Business Insider/Jessica Tyler
- Leif Babin is a former Navy SEAL commander and the coauthor, with his former SEAL boss Jocko Willink, of "The Dichotomy of Leadership."
- Their leadership consulting firm Echelon Front has worked with more than 400 businesses since its founding in 2010.
- Babin said strong leadership requires knowing when to be a follower, and that a mission he led with "American Sniper" Chris Kyle on his team illustrates the point.
Former Navy SEAL commander Leif Babin knows that, as a leader, it can be difficult to keep an ego in check. But it's necessary.
"As a leader, you've go to be decisive, you've got to make calls, you've got to be ready to step up and lead even in the most difficult circumstances," he told Business Insider. "And yet, if you want to be the most effective leader, you absolutely have to be a follower as well."
Babin was one of two platoon leaders reporting to Jocko Willink, who led US Navy SEAL Team 3 Task Unit Bruiser in the Iraq War. The two founded the leadership consulting firm Echelon Front in 2010, and their firm has worked with more than 400 businesses.
In their new book, "The Dichotomy of Leadership," Babin shares a story of a mission that illustrates his point of how a leader must also be a follower.
During the 2006 Battle of Ramadi, Babin led a night mission where his SEALs were providing cover for Army soldiers and Marines. The late Chris Kyle, of "American Sniper" fame, was Babin's point man. At one point, the team gathered on a roof to determine where they would set up a sniper overwatch. Babin and his leaders decided they would move to a certain building for that, but Kyle countered with a different selection that was not close to Babin's choice.
Babin outranked Kyle, but he also recognized that Kyle had the most experience with sniper missions of anyone on the team, including himself.
"'Leading' didn't mean pushing my agenda or proving I had all the answers," Babin wrote. "It was about collaborating with the rest of the team and determining how we could most effectively accomplish our mission. I deferred to Chris' judgment."
It was a call Babin said turned out to be the right one, and led to a successful mission. In the book, Babin reflected on a moment when he was a fresh platoon leader, and a stubborn refusal to acknowledge a suggestion from a team member who was lower in rank but had more experience led to a failed training exercise. It was fortunate he learned the lesson before deploying.
"Had we gone with my initial choice - had I disregarded Chris and overruled him because 'I was in charge' - we would have been highly ineffective, disrupting virtually no attacks, and that might very well have cost the lives of some of our brethren," Babin wrote.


→ **TASK STATEMENT**
All of the data is to be copied word for word.

→ **EXERCISE DATA**
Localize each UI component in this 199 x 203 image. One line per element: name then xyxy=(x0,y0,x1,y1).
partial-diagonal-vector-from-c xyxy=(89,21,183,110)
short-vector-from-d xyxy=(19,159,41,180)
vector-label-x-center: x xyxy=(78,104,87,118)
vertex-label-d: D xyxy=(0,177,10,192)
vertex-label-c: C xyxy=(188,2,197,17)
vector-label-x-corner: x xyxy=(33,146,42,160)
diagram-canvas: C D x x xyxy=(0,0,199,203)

→ **TASK RESULT**
Localize each UI component in this 199 x 203 image. One line per element: name then xyxy=(x0,y0,x1,y1).
partial-diagonal-vector-from-c xyxy=(89,21,183,110)
short-vector-from-d xyxy=(19,159,41,180)
vector-label-x-center: x xyxy=(78,104,87,118)
vertex-label-d: D xyxy=(0,177,10,192)
vertex-label-c: C xyxy=(188,2,197,17)
vector-label-x-corner: x xyxy=(33,146,42,160)
diagram-canvas: C D x x xyxy=(0,0,199,203)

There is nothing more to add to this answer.